My point is this, we tend to look back at the long, long road some successful person has traveled and pick a few "milestones" in that person's life that we think are the only important episodes in their success. We do that because it gives us hope. If we could just have that golden idea...If I could just meet that angel investor...If the right person would notice me...If, if, if. The truth is, in order to attain that success we want, we have to take thousands and thousands of baby steps toward the goal. Hopefully we never actually reach it. Successful people never stop developing. That's why they are successful. Notice I didn't say "never stop working." Working and developing are not the same. The cool thing about developing is that you don't have to pick one single, narrow path to focus on. You CAN do that but you don't HAVE to. Some of the best ideas are offshoots of offshoots of other ideas. You just have to be open to receiving those ideas when they come. In the meantime, connect to people, be curious, develop yourself. You are the most valuable resource you own.

Wednesday, March 14, 2012

Success

How do you measure success? The question can be answered in so many ways and often it depends on the context of the question. For example, I wrote a short blog last week that 34 people read. The whole point of the blog was to inspire some dialogue and hopefully explore the crippling lethargy that I sometimes experience. 34 read it, 0 commented on it. Based on context, the blog was an epic failure. It did not achieve its intended purpose. It was not successful. I earned two awards in the past 2 weeks for hitting arbitrary sales goals and helping a specific number of people. I sold 22 homes last year. In order to "qualify" for these awards, I needed to sell at least 15. Who set that number? What is significant about that number? If I sold 14 homes, am I less successful? What if those 14 homes were $1 million dollars each, I would have made WAY more money than selling the 22 homes I did sell. Then who is successful? One person has the award, the other has a lot more money.
"Society" worships success. There are thousands of books, blogs, videos and other media out there centered on "success." There are movies made about "successful people." Everyone has an idea of what success looks like when they see it but very few can explain what success actually is. This is an important distinction as we strive to be successful people. It is very hard to strive for a goal when your definition is "I'll know it when I see it."

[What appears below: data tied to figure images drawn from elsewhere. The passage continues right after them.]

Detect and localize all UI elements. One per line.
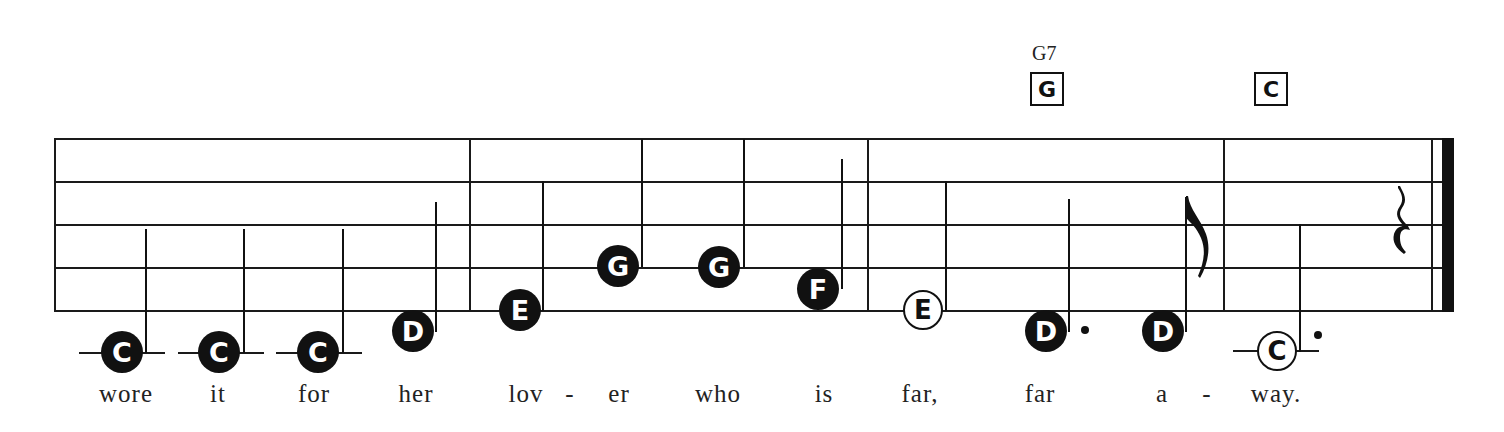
lyric-syllable: wore (99, 380, 153, 408)
note-stem (945, 181, 947, 311)
note-stem (743, 139, 745, 267)
note-c-dotted-half: C (1257, 331, 1297, 371)
lyric-syllable: a (1156, 380, 1168, 408)
staff-line-5 (54, 310, 1454, 312)
note-e-half: E (903, 290, 943, 330)
note-c: C (101, 331, 143, 373)
barline-1 (469, 138, 471, 312)
lyric-hyphen: - (565, 380, 574, 408)
note-stem (145, 229, 147, 353)
lyric-syllable: lov (509, 380, 544, 408)
chord-box-c: C (1254, 72, 1288, 106)
chord-box-g: G (1030, 72, 1064, 106)
barline-2 (867, 138, 869, 312)
note-d-eighth: D (1142, 310, 1184, 352)
lyric-syllable: it (210, 380, 226, 408)
note-stem (641, 139, 643, 267)
note-c: C (198, 331, 240, 373)
augmentation-dot (1314, 331, 1322, 339)
note-g: G (597, 245, 639, 287)
lyric-syllable: way. (1251, 380, 1301, 408)
staff-line-1 (54, 138, 1454, 140)
eighth-flag-icon (1186, 196, 1216, 278)
lyric-syllable: is (815, 380, 834, 408)
lyric-syllable: far (1025, 380, 1056, 408)
note-stem (1068, 199, 1070, 332)
lyric-syllable: her (399, 380, 434, 408)
note-d: D (392, 310, 434, 352)
staff-line-4 (54, 267, 1454, 269)
lyric-syllable: for (298, 380, 330, 408)
final-barline-thin (1431, 138, 1433, 312)
sheet-music-score: G7 G C C C C D E G G F E D D C wo (0, 0, 1504, 432)
lyric-hyphen: - (1202, 380, 1211, 408)
augmentation-dot (1081, 326, 1089, 334)
note-stem (1299, 224, 1301, 352)
chord-name-g7: G7 (1032, 42, 1056, 65)
staff-line-3 (54, 224, 1454, 226)
final-barline-thick (1442, 138, 1454, 312)
note-stem (542, 181, 544, 311)
staff-line-2 (54, 181, 1454, 183)
note-stem (841, 159, 843, 289)
barline-3 (1223, 138, 1225, 312)
note-f: F (797, 268, 839, 310)
lyric-syllable: who (695, 380, 741, 408)
lyric-syllable: far, (902, 380, 939, 408)
note-stem (435, 202, 437, 332)
note-e: E (499, 289, 541, 331)
note-g: G (698, 246, 740, 288)
note-d-dotted: D (1025, 310, 1067, 352)
barline-start (54, 138, 56, 312)
note-stem (243, 229, 245, 353)
quarter-rest-icon (1390, 186, 1418, 256)
lyric-syllable: er (608, 380, 629, 408)
note-stem (342, 229, 344, 353)
note-c: C (297, 331, 339, 373)
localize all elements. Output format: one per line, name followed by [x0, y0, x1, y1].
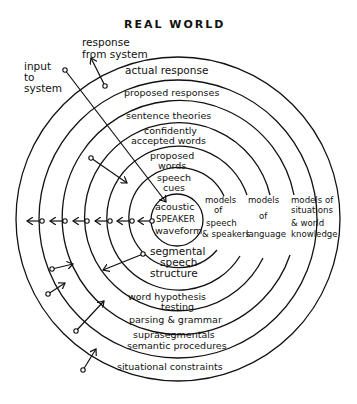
label-suprasegmentals: suprasegmentals [133, 329, 215, 340]
label-semantic-procedures: semantic procedures [127, 340, 227, 351]
node [89, 156, 93, 160]
label-words: words [158, 160, 186, 171]
label-testing: testing [161, 301, 194, 312]
models-language-3: language [246, 229, 286, 239]
node [40, 219, 44, 223]
models-world-1: models of [291, 195, 334, 205]
label-situational-constraints: situational constraints [117, 361, 223, 372]
label-structure: structure [150, 267, 198, 279]
input-node [63, 68, 67, 72]
models-speech-4: & speakers [202, 229, 250, 239]
center-waveform: waveform [155, 225, 202, 236]
label-input-3: system [24, 82, 62, 94]
models-world-2: situations [291, 205, 333, 215]
outward-arrow-1 [52, 264, 73, 269]
label-parsing-grammar: parsing & grammar [129, 314, 222, 325]
models-language-1: models [248, 195, 280, 205]
center-speaker: SPEAKER [156, 214, 195, 224]
speech-understanding-ring-diagram: REAL WORLD actual response proposed resp… [0, 0, 357, 404]
response-arrow [91, 58, 105, 86]
label-response-2: from system [82, 48, 148, 60]
title-real-world: REAL WORLD [124, 18, 225, 31]
models-speech-2: of [214, 205, 223, 215]
node [130, 219, 134, 223]
node [63, 219, 67, 223]
node [46, 292, 50, 296]
label-cues: cues [163, 182, 185, 193]
node [141, 252, 145, 256]
node [74, 329, 78, 333]
models-speech-3: speech [206, 218, 237, 228]
response-node [103, 84, 107, 88]
label-actual-response: actual response [125, 64, 208, 76]
models-world-4: knowledge [291, 229, 338, 239]
node [50, 267, 54, 271]
node [81, 368, 85, 372]
models-world-3: & world [291, 218, 324, 228]
models-language-2: of [259, 211, 268, 221]
outward-arrow-2 [48, 283, 65, 294]
inward-arrow-lower [103, 254, 143, 270]
label-response-1: response [82, 36, 130, 48]
center-acoustic: acoustic [155, 201, 194, 212]
models-speech-1: models [205, 195, 237, 205]
node [108, 219, 112, 223]
label-proposed-responses: proposed responses [124, 87, 219, 98]
label-accepted-words: accepted words [131, 135, 206, 146]
node [150, 219, 154, 223]
node [85, 219, 89, 223]
label-sentence-theories: sentence theories [126, 110, 211, 121]
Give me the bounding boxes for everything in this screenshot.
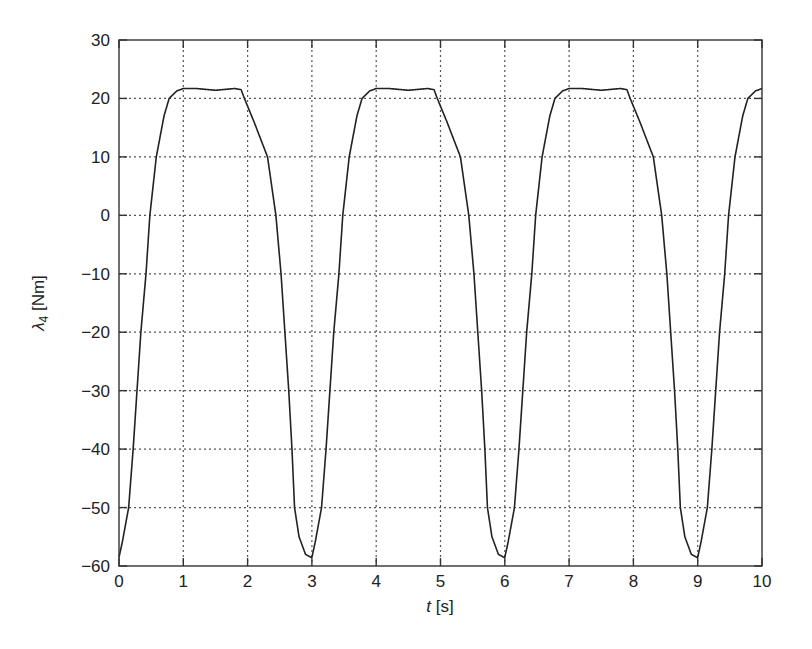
x-tick-label: 9: [693, 572, 702, 591]
y-tick-label: 0: [101, 206, 110, 225]
y-tick-label: −30: [81, 382, 110, 401]
plot-frame: [119, 40, 762, 566]
y-tick-label: 20: [91, 89, 110, 108]
y-tick-label: −40: [81, 440, 110, 459]
x-tick-label: 1: [179, 572, 188, 591]
y-tick-labels: −60−50−40−30−20−100102030: [81, 31, 110, 576]
x-tick-label: 2: [243, 572, 252, 591]
axis-ticks: [119, 40, 762, 566]
grid-lines: [119, 40, 762, 566]
y-tick-label: −20: [81, 323, 110, 342]
x-tick-label: 4: [371, 572, 380, 591]
x-tick-label: 3: [307, 572, 316, 591]
y-axis-label: λ4 [Nm]: [29, 275, 51, 332]
x-tick-labels: 012345678910: [114, 572, 771, 591]
line-chart: 012345678910 −60−50−40−30−20−100102030 t…: [0, 0, 812, 649]
y-tick-label: −60: [81, 557, 110, 576]
x-tick-label: 6: [500, 572, 509, 591]
lambda4-curve: [119, 89, 762, 558]
x-tick-label: 10: [753, 572, 772, 591]
y-tick-label: −50: [81, 499, 110, 518]
y-tick-label: −10: [81, 265, 110, 284]
y-tick-label: 30: [91, 31, 110, 50]
x-tick-label: 0: [114, 572, 123, 591]
y-tick-label: 10: [91, 148, 110, 167]
x-tick-label: 5: [436, 572, 445, 591]
x-tick-label: 7: [564, 572, 573, 591]
x-axis-label: t [s]: [426, 597, 453, 616]
x-tick-label: 8: [629, 572, 638, 591]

Let's start with the flawed description above. Who do you see as successful? Frequently we see celebrities as successful. They started down a path to be a star and they made it. Now they have gobs of money, live in big houses and are household names. Does that define success? We look at business owners and entrepreneurs that have achieved an independently wealthy status, i.e. they can survive the rest of their lives very comfortably without working. Does that define success? How about the president? There is not a higher elected official in our country. Is that success?

I would suggest that "being successful as a person" is not the same as "having success." Having success is very simple to define--the intended outcome has occurred. In other words, a goal was set, an activity was set in motion (or multiple activities) and the intended consequence was met--I woke up hungry, my goal was to not be hungry, I decided eating would solve the issue, I ate and I was no longer hungry--SUCCESS.

Being successful is not as simple. The real hard part is that you and only you can set the meter that measures success--and many, MANY of us don't know (A) what we truly view as success in life and (B) how to get there. I challenge you to figure out what needs to be in place when you get old in order for you to look back at your life and say, "wow, I was successful." It may involve your children, it may involve your work. It may involve strangers you help. It may involve money and material things. It may involve your giving. Regardless, YOU need to define that goal and ignore what society says is success. You will be much happier that way.